Saturday afternoon, Edwards tells a large Great Hall crowd that “the only power we have is to disrupt,” and if the thirteen demands are not met, “This university will not function.”
And that’s this week’s MITS. For your award-winning, listener-supported WORT news team, I’m Stu Levitan.
Black campus leaders, including football player Henry Clay (left, in sunglasses and beret) and Bernard Forrester (right, with bullhorn), explain the thirteen demands at the start of the Black Strike at the noon rally on Library Mall, February 7. UNIVERSITY OF WISCONSIN–MADISON ARCHIVES IMAGE S00407, PHOTO BY GARY SCHULZ
[i] Gribble, “Black s Meeting Averts Threat to Block Exits,” WSJ, February 6, 1969; Whitney Gould, “Educational System Called Irrelevant to Black Needs,” CT, February 6, 1969; Gilbert, “Their Time & Their Legacy,” 122–123; Rosen OH #1383; Rosen email, October 26, 2017; Schachner OH #1384.

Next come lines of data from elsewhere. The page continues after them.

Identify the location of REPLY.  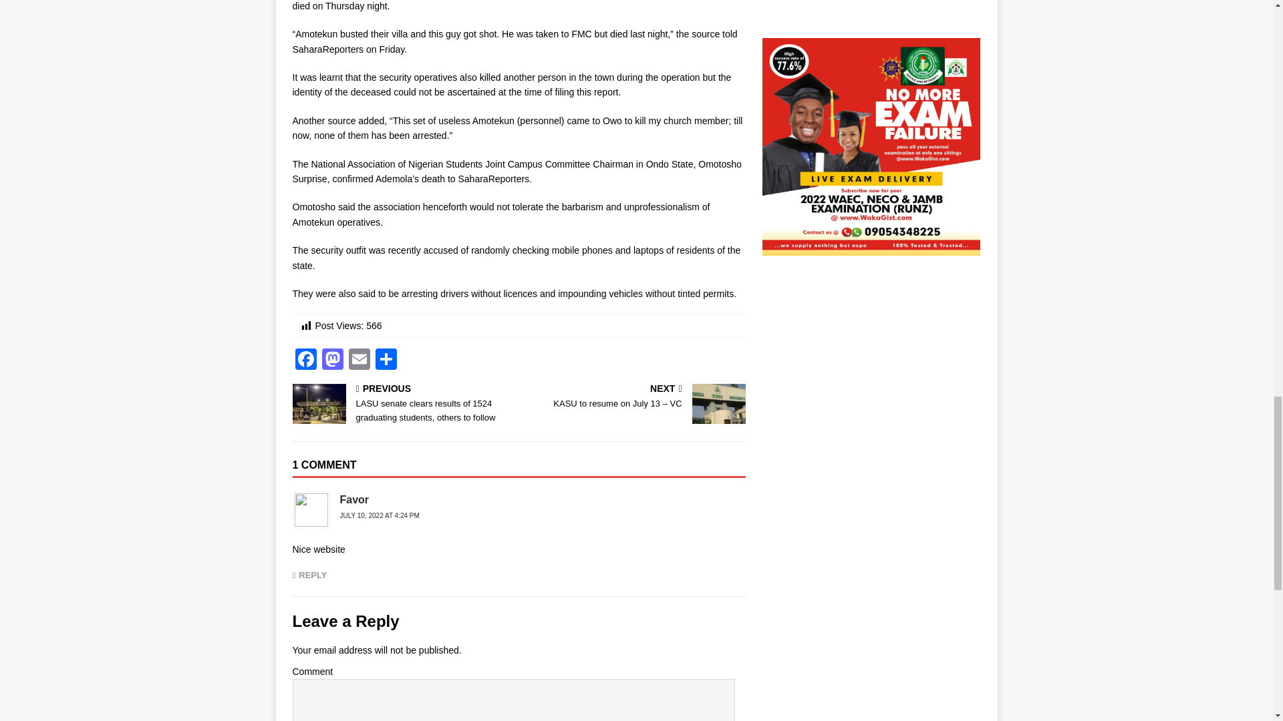
(309, 576).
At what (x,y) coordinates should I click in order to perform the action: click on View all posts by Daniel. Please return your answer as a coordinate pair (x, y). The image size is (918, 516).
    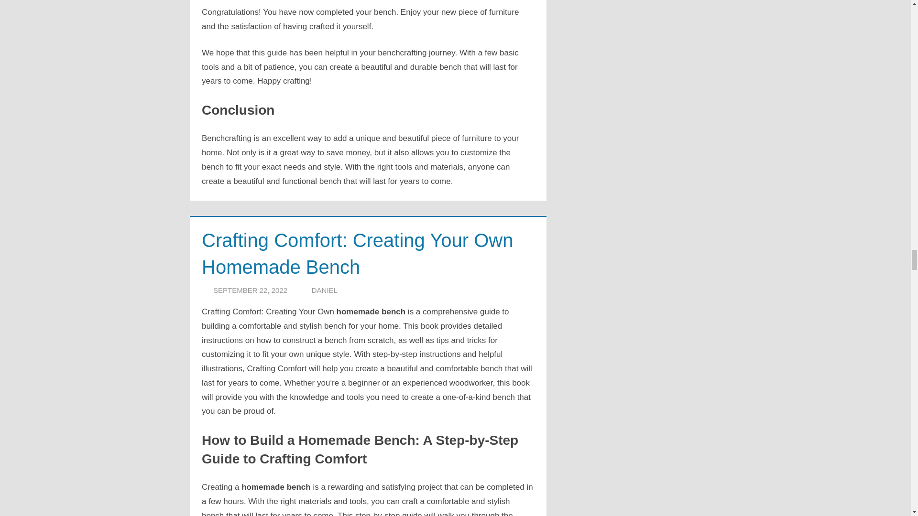
    Looking at the image, I should click on (324, 290).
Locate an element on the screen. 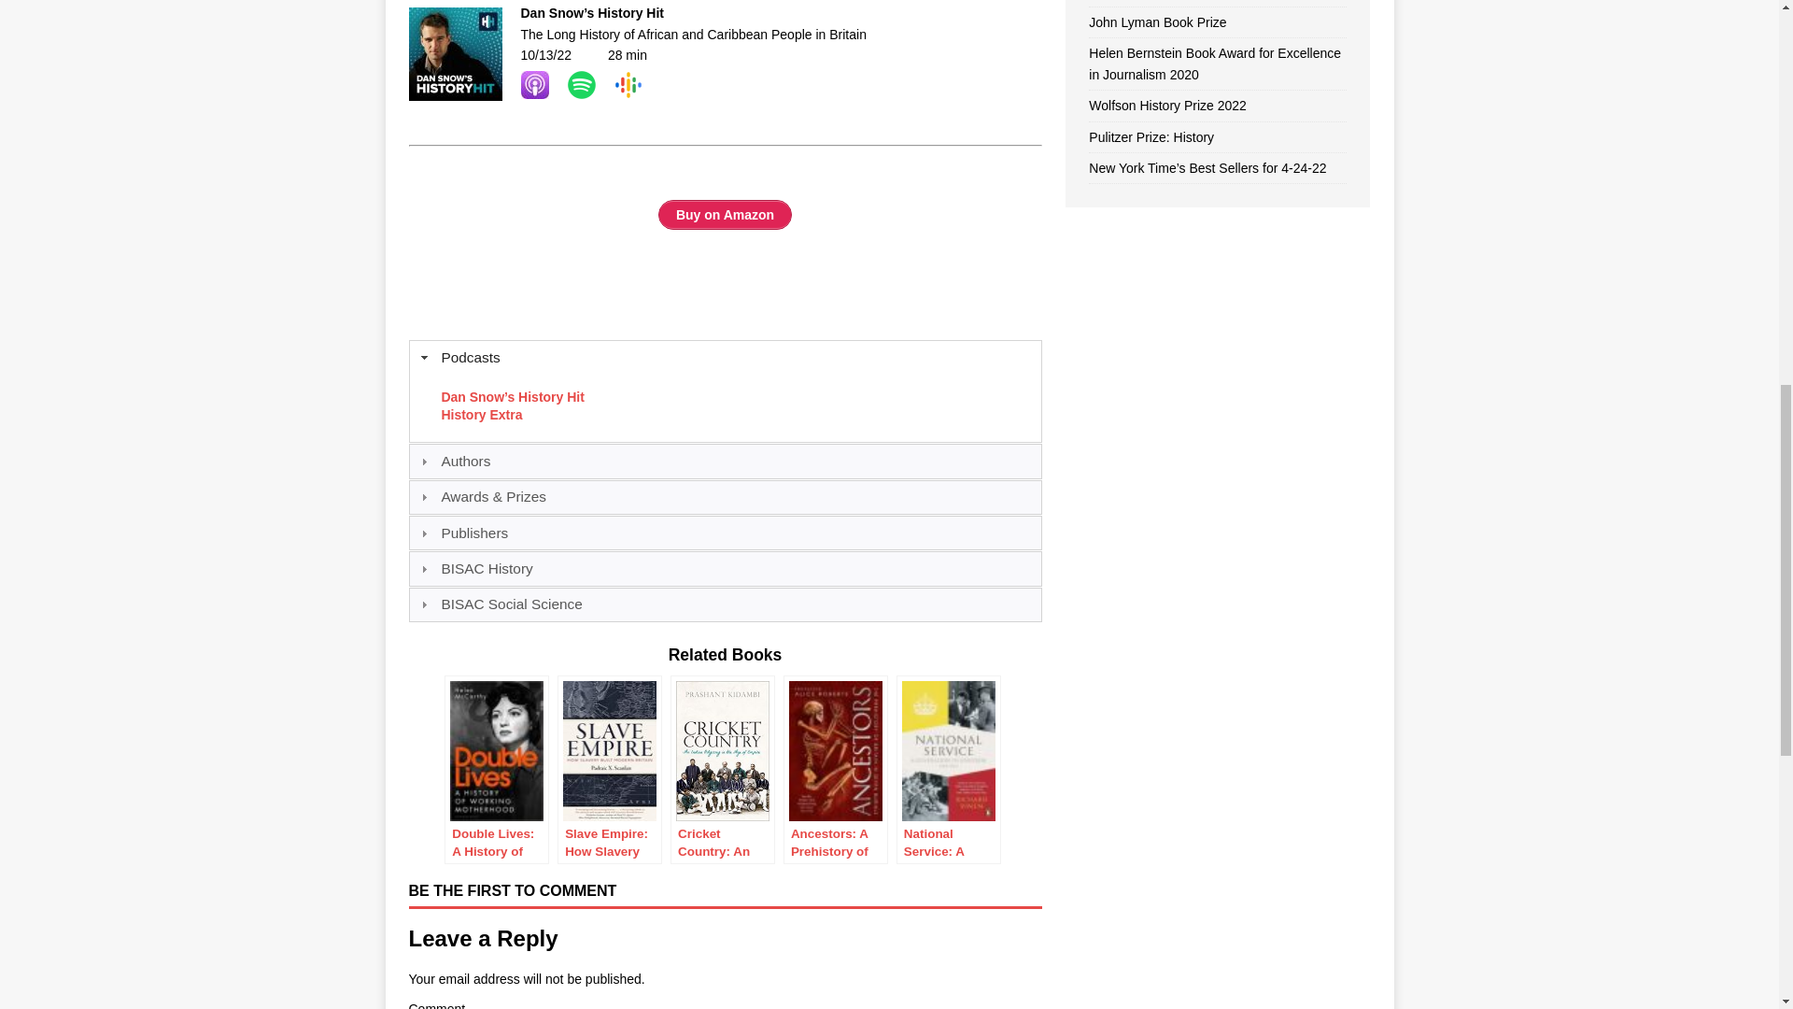  Cricket Country: An Indian Odyssey in the Age of Empire is located at coordinates (723, 769).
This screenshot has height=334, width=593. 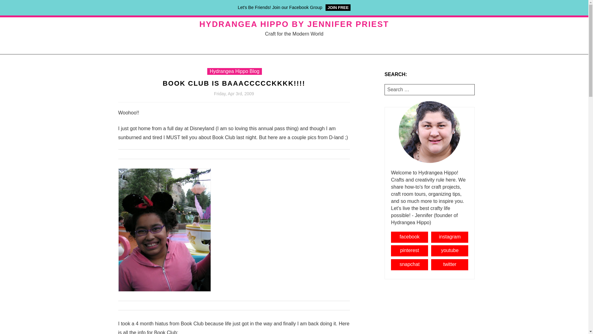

[ii] Pommer, “UW Black Students Serve 13 Demands,” CT, February 7, 1969; Editorial, “Revolution, and Then …,” DC, February 8, 1969; “We Demand,” Connections 3, no. 7 (February 25–March 11, 1969), 1; Young OH #0117.
[iii] Gary Rettgen, “Black s’ Strike Call Disrupts U. Classes,” CT, February 8, 1969; George Mitchell, “Group at UW Disrupts Classes to Aid Black s,” WSJ, February 8, 1969; “Black s Demand Reform, Students Stop Classes,” DC, February 8, 1969; “The Strike Begins,” Connections 3, no. 6 (February 5–20, 1969), supplement.